Death to curiosity: will tomorrow’s [21:25]
Toi Valentine, experience designer at Adaptive Path
If the previous generation was responsible for defining UX, what is the next generation of UX practitioners responsible for? What opportunities exist for them? What impact will they have on UX? On the world? After collecting personal experiences from designers right out of UX-related programs and those with more than ten years of experience, Toi reflects on the challenges and opportunities that come with finding your way in UX. Without clear pathways and destinations, how will the next generation find their way? How can the discipline and UX community support them in their journey to impact the future of UX?

An animating spark: mundane computing and the web of data [42:19]
Tom Coates, founder and president of Product Club
Network connectivity is reaching more and more into the physical world. This is potentially transformative – allowing every object and service in the world to talk to one other—and to their users—through any networked interface; where online services are the connective tissue of the physical world and where physical objects are avatars of online services. It’s a world where objects know who owns them and can tell the world where they are. A world where ‘things’ are services, and where their functions can be strung together in daisy chains across the planet. Now the only question is how we make it useful and comprehensible for normal people…
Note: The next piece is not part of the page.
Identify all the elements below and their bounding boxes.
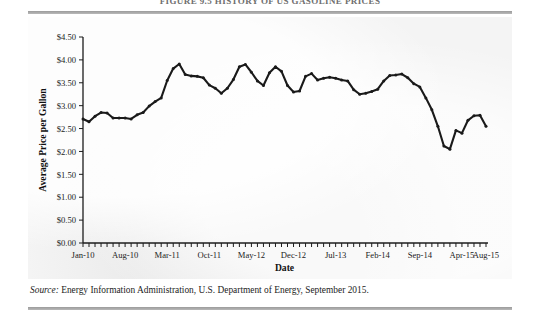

How and why to start sketchnoting [19:40]
Veronica Erb, user experience designer at EightShapes LLC
When you attend a presentation, what do you do? Sit quietly and listen? Scribble notes? Live tweet? Get distracted by your smartphone?
There’s yet another option: sketchnote.
Sketchnoting is like notetaking, but with more flair and more focus. Hand lettering and illustrations provide the flair; focus provides you the time to include the flair. Besides keeping you engaged during talks, visual notetaking makes it easier to retain what you’ve heard and share it later.